The theme of exceptionality—in Monson's case, being a female trumpeter in male-dominated bands and a white scholar of a historically African-American music makes her feel like the odd woman out—runs throughout this volume of essays. In "With Lovie and Lil: Rediscovering Two Chicago Pianists of the 1920s," Jeffrey Taylor explores Lovie Austin and Lillian Hardin Armstrong's roles as accompanists and soloists, in relation to their male counterparts. At the conclusion, Taylor wonders whether Hardin Armstrong's exceptional piano accompaniment may have contributed to her relative invisibility in jazz history.

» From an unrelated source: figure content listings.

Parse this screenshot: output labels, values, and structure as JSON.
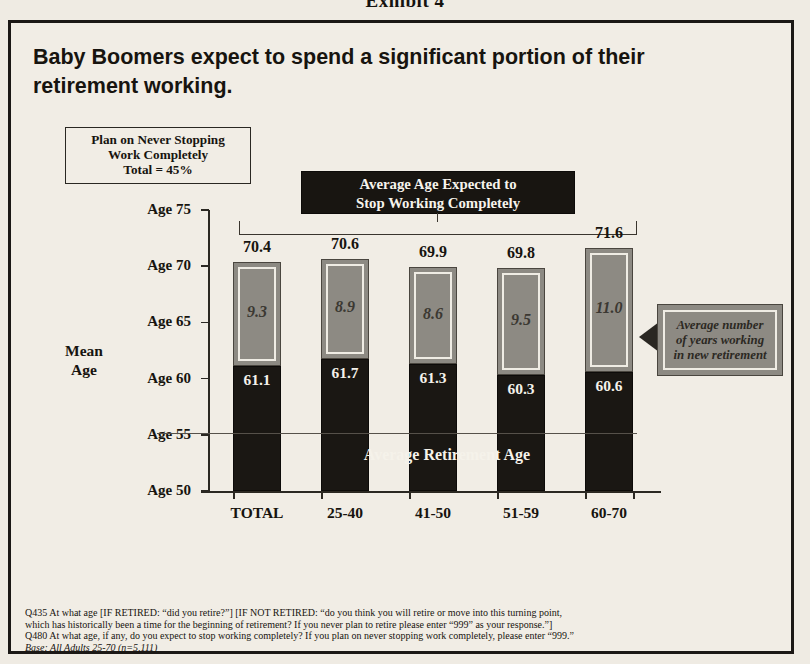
{
  "exhibit": {
    "label": "Exhibit 4"
  },
  "headline": {
    "line1": "Baby Boomers expect to spend a significant portion of their",
    "line2": "retirement working."
  },
  "never_stop_box": {
    "line1": "Plan on Never Stopping",
    "line2": "Work Completely",
    "line3": "Total = 45%"
  },
  "banner": {
    "line1": "Average Age Expected to",
    "line2": "Stop Working Completely"
  },
  "axis": {
    "y_title_line1": "Mean",
    "y_title_line2": "Age",
    "y_ticks": [
      "Age 75",
      "Age 70",
      "Age 65",
      "Age 60",
      "Age 55",
      "Age 50"
    ]
  },
  "annotations": {
    "avg_retirement_age": "Average Retirement Age",
    "right_callout_line1": "Average number",
    "right_callout_line2": "of years working",
    "right_callout_line3": "in new retirement"
  },
  "footnotes": {
    "line1": "Q435  At what age [IF RETIRED: “did you retire?”] [IF NOT RETIRED: “do you think you will retire or move into this turning point,",
    "line2": "which has historically been a time for the beginning of retirement?  If you never plan to retire please enter “999” as your response.”]",
    "line3": "Q480 At what age, if any, do you expect to stop working completely?  If you plan on never stopping work completely, please enter “999.”",
    "base": "Base: All Adults 25-70 (n=5,111)"
  },
  "colors": {
    "background": "#efebe3",
    "bar_dark": "#1a1713",
    "bar_gray": "#8d8a83",
    "banner_bg": "#181511",
    "text": "#17140f"
  },
  "chart_data": {
    "type": "bar",
    "title": "Baby Boomers expect to spend a significant portion of their retirement working.",
    "subtitle": "Average Age Expected to Stop Working Completely",
    "xlabel": "",
    "ylabel": "Mean Age",
    "ylim": [
      50,
      75
    ],
    "ytick_values": [
      50,
      55,
      60,
      65,
      70,
      75
    ],
    "ytick_labels": [
      "Age 50",
      "Age 55",
      "Age 60",
      "Age 65",
      "Age 70",
      "Age 75"
    ],
    "grid": false,
    "legend": "none",
    "stacked": true,
    "categories": [
      "TOTAL",
      "25-40",
      "41-50",
      "51-59",
      "60-70"
    ],
    "series": [
      {
        "name": "Average Retirement Age",
        "color": "#1a1713",
        "values": [
          61.1,
          61.7,
          61.3,
          60.3,
          60.6
        ],
        "labels": [
          "61.1",
          "61.7",
          "61.3",
          "60.3",
          "60.6"
        ]
      },
      {
        "name": "Average number of years working in new retirement",
        "color": "#8d8a83",
        "values": [
          9.3,
          8.9,
          8.6,
          9.5,
          11.0
        ],
        "labels": [
          "9.3",
          "8.9",
          "8.6",
          "9.5",
          "11.0"
        ]
      }
    ],
    "totals": [
      70.4,
      70.6,
      69.9,
      69.8,
      71.6
    ],
    "total_labels": [
      "70.4",
      "70.6",
      "69.9",
      "69.8",
      "71.6"
    ],
    "annotations": [
      "Plan on Never Stopping Work Completely Total = 45%",
      "Average Retirement Age",
      "Average number of years working in new retirement"
    ]
  }
}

The pieces collected in this volume view women not necessarily as exceptional but as "common" and vital in the history and culture of jazz. The editors, Sherrie Tucker, author of Swing Shift: All Girl Bands of the 1940s (Duke University Press, 2000), and Nichole T. Rustin, do a fine job of analyzing the role of women in jazz studies from all perspectives: as musicians, scholars, writers, critics and listeners. They have also made these academic essays highly accessible; in turn their call for further exploration of gender dynamics as well as race and sexuality in jazz studies falls on receptive ears.